Open Call for Papers: Spring Issue 2012

MP: An Online Feminist Journal is seeking submissions for its spring issue. We seek ­scholarly articles, book reviews, and short essays that engage any aspect of feminism or feminist scholarship. ­Interdisciplinary and international submissions are highly encouraged. We recently have ­published ­essays about the body, the academy, religion, girls’ studies, work, activism, and agency.

Maximum length for manuscripts is 30 double-spaced pages. Submissions may be in any accepted ­academic format such as MLA, APA, Legal Bluebook, or Chicago Style but must be consistent ­throughout and carefully edited. Submissions must not be published elsewhere already. Also include a ­current copy of your CV and a 50-word bio.
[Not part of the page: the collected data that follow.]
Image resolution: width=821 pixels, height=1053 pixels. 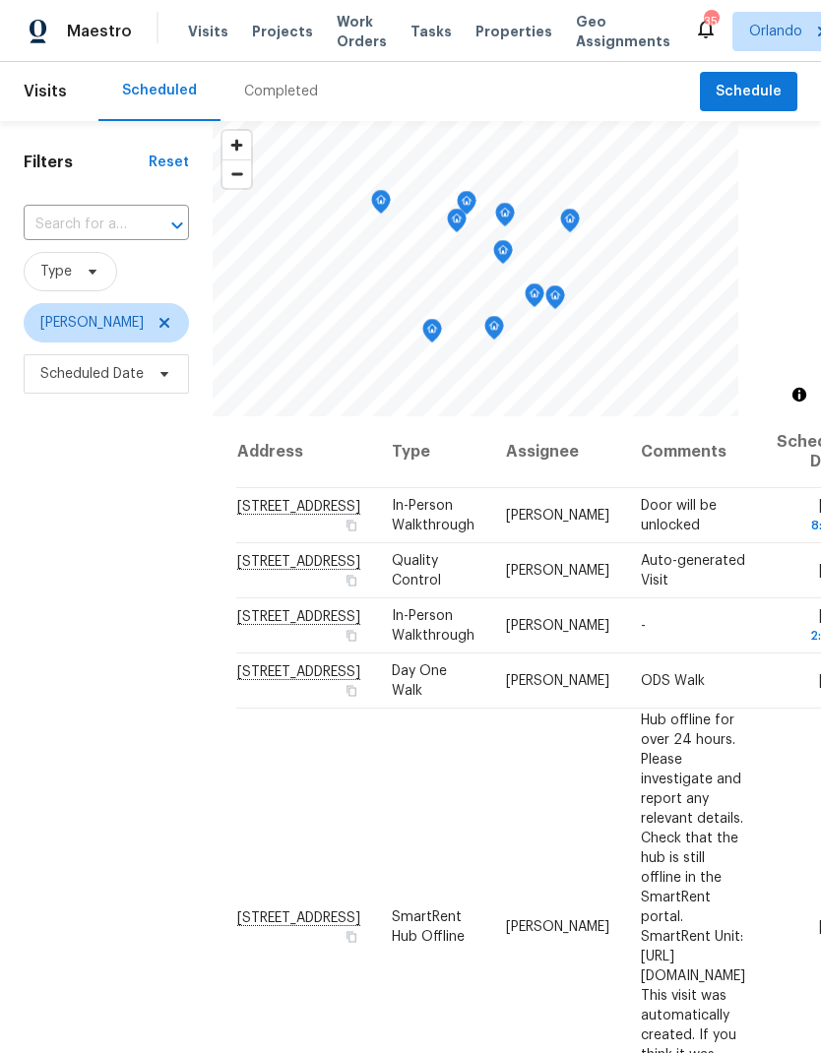 I want to click on span: SmartRent Hub Offline, so click(x=428, y=926).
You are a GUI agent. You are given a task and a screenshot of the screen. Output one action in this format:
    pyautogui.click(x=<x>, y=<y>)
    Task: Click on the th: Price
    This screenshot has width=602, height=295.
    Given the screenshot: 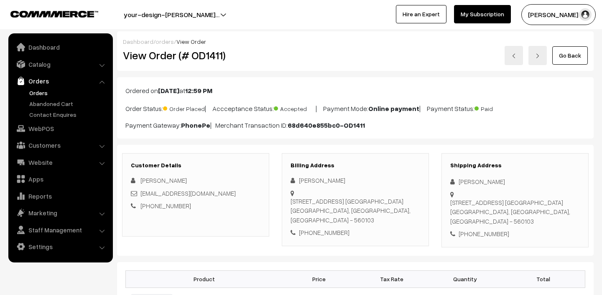 What is the action you would take?
    pyautogui.click(x=318, y=279)
    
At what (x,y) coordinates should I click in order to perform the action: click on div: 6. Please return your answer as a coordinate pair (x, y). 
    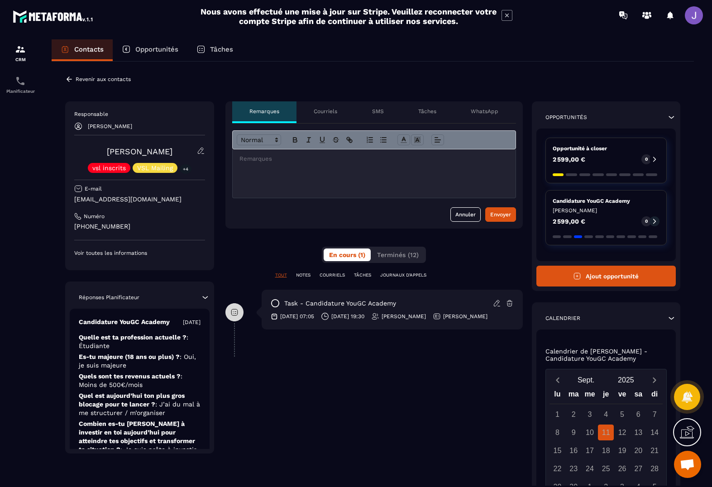
    Looking at the image, I should click on (638, 414).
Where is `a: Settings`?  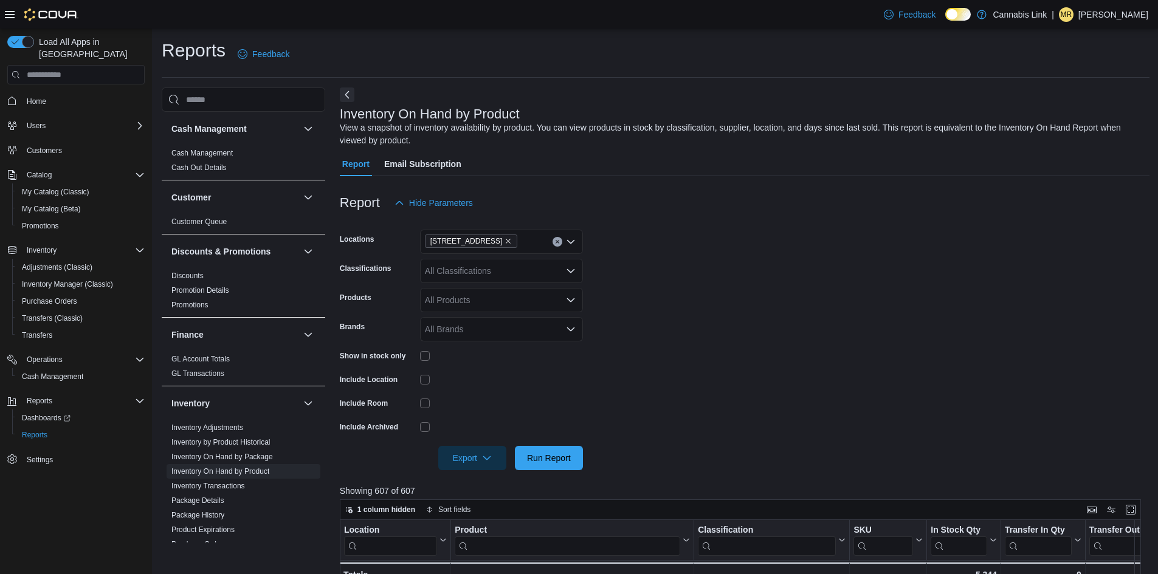 a: Settings is located at coordinates (40, 460).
For best consideration for our spring issue, please submit your materials by midnight, January 31, 2012, to submissions@academinist.org

Download an 8.5″x 11″ poster of this call and put it up at your campus!

Please see our Submission Guidelines for further instructions.

Could Sam Berlant Ride the Train in Pennsylvania?

19 Sep

Could Sam Berlant Ride the Train in Pennsylvania?

An upcoming issue of MP focuses in part on transgender.  Mainstream society has definite gender expectations .  As an example there was a recent firestorm over a J Crew ad that showed a mother painting her young son’s toenails pink.   Another is the reception one mother received when she allowed her five year old son to attend a pre-school Halloween party dressed as Daphne from “Scooby Doo.”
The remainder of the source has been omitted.